Hallelujah! Hebrew for “Praise the Lord” — a word that is as anchored in the devotional spirituality of Judaism and Christianity as much as Hare Krishna embodies the spirit of bhakti yoga.
In other words, Harrison has written a song that deftly brings western and eastern spirituality together into a single expression of love for the divine, transcending our religious and cultural boundaries.
What blows my mind is that this song was wildly successful. It was a number one song in America, Britain, and other countries around the world; the single sold a million copies in eleven days. It was the first solo Beatles song to become a #1 hit and remains one of the best-selling solo Beatle songs of all time. But it wasn’t just Harrion’s Beatles-cred that made this song a “radio juggernaut” (in the words of Harrison biographer Gary Tilley) — the song was the perfect expression of the zeitgeist of the early 1970s, when books like Ram Dass’s Be Here Now and Yogananda’s Autobiography of a Yogi — not to mention the works of writers like Alan Watts or Christmas Humphreys — were bestsellers in the west. It was “the dawning of the age of Aquarius” and young people especially were interested in the spirituality of the world, not just the religion of their upbringing.

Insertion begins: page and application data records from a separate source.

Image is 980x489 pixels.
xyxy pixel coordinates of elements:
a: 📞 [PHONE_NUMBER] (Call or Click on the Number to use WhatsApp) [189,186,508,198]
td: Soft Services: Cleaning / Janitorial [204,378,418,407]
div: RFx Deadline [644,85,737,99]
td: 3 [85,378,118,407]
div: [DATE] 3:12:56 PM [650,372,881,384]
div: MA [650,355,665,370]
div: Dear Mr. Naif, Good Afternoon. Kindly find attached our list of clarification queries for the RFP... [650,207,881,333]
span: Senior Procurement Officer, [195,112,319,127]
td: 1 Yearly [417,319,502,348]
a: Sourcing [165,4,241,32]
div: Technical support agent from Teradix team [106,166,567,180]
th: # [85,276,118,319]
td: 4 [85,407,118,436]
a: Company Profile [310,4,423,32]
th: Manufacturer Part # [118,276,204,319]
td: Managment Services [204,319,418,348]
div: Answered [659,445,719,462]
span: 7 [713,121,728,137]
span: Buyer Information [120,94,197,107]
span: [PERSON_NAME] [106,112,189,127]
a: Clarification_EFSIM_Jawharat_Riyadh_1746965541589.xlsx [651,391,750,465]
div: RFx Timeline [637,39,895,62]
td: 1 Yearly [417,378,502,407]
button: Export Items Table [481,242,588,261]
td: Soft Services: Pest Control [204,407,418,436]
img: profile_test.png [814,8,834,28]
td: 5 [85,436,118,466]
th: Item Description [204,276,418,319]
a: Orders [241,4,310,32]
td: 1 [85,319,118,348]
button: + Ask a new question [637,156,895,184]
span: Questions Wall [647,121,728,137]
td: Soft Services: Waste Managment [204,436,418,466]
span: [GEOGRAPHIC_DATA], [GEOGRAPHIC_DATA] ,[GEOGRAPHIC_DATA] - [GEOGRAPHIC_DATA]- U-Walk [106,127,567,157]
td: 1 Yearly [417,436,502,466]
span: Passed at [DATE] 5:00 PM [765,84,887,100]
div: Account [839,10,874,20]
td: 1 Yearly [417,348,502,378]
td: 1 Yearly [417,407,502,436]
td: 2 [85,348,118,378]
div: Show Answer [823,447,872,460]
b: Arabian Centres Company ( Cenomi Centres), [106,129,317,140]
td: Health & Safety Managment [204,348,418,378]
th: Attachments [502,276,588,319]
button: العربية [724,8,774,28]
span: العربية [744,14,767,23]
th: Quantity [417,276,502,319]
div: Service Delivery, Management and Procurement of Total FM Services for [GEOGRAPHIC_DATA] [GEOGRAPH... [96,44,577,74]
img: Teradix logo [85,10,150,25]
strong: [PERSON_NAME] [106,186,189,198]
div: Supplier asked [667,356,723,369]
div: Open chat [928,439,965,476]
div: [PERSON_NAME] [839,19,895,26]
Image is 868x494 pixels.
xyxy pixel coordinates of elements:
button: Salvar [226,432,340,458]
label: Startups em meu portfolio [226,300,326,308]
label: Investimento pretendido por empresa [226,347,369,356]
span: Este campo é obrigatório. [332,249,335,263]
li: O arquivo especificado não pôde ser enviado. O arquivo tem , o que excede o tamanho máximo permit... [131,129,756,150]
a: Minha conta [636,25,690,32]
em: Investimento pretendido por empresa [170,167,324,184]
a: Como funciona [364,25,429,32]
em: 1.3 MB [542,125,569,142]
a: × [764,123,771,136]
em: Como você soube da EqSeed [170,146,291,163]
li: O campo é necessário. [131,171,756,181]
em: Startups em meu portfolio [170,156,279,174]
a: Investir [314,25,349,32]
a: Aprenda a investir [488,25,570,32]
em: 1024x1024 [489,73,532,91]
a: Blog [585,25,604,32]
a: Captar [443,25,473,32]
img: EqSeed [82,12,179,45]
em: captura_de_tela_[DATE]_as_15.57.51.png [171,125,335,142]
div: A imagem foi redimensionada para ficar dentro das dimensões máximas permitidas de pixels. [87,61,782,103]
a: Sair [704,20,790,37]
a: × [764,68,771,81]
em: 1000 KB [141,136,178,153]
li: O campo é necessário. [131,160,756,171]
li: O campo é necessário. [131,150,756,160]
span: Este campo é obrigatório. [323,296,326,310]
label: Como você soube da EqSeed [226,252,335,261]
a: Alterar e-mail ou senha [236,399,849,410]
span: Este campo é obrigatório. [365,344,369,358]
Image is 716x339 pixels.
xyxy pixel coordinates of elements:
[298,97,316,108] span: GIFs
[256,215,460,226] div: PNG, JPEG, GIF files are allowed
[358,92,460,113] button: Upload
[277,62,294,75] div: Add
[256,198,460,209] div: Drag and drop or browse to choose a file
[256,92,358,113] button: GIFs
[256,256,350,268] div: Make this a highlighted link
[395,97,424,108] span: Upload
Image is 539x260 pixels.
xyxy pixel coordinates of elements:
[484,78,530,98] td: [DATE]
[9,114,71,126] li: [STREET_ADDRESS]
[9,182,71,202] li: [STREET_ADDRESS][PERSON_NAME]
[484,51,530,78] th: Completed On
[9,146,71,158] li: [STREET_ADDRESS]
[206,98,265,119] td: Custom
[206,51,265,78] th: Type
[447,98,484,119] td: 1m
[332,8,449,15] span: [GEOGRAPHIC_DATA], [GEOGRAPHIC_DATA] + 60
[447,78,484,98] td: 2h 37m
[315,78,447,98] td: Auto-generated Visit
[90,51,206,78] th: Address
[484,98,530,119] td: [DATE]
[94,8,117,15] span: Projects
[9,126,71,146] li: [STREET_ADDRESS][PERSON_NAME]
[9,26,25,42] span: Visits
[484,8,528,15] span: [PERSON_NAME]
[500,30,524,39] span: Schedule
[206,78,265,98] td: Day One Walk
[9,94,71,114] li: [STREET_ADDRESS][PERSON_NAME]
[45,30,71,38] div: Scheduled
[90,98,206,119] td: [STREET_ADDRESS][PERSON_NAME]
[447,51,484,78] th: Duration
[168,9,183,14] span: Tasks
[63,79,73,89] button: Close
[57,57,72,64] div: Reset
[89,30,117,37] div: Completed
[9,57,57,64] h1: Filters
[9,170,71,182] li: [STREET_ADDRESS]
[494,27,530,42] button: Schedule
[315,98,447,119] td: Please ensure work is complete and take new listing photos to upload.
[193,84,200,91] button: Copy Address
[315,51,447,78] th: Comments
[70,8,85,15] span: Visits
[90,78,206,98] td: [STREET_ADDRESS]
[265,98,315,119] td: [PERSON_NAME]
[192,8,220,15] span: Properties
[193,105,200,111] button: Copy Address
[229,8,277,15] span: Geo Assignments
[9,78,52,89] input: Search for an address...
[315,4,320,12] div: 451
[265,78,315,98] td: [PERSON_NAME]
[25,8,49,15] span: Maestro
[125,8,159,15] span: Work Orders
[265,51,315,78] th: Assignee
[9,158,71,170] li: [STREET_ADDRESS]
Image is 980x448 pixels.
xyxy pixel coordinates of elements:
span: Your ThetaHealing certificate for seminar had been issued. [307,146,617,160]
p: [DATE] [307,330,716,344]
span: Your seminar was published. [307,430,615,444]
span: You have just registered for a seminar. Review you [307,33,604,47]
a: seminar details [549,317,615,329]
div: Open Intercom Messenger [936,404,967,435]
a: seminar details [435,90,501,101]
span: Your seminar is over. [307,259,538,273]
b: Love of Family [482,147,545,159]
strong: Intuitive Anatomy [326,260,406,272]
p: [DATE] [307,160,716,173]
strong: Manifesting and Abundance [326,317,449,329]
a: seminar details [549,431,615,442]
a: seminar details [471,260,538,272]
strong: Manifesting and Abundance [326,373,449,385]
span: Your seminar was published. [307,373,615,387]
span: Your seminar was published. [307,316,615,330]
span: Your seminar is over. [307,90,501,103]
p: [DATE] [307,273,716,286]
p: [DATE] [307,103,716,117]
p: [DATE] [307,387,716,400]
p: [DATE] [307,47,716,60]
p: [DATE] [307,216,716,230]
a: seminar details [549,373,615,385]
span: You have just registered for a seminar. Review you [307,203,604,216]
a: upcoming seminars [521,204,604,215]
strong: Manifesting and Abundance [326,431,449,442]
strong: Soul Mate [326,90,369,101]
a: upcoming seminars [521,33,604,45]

A half century later, that seems like an innocent, idyllic time. As the 70s progressed, Christians responded to the rise of interspirituality in both conservative (the charismatic renewal) and progressive (the contemplative movement) ways; eventually it seemed like consumerism co-opted the spirituality of the hippies into the crystalline mercantilism of the 1980s-era new age movement. As our society has moved ever more steadily toward consumerism and pervasive entertainment, it seems that interspirituality has become marginalized — more of a “special interest” worthy of its own Facebook group, than a groundswell of cultural consciousness capable of catapulting a song like “My Sweet Lord” to the top of the charts.
So when you watch the video, enjoy its silliness, epitomized by Ringo Starr throwing popcorn on a hapless Fred Armitage. The song is a joyful song, so a little bit of silliness is not entirely out of place. But it’s also a venerable song now, half a century old, and it’s a reminder that once upon a time, and not so very long ago, being interested in a spirituality that transcended religious boundaries was mainstream. That’s the legacy of this song, which unfortunately this video seems to miss entirely.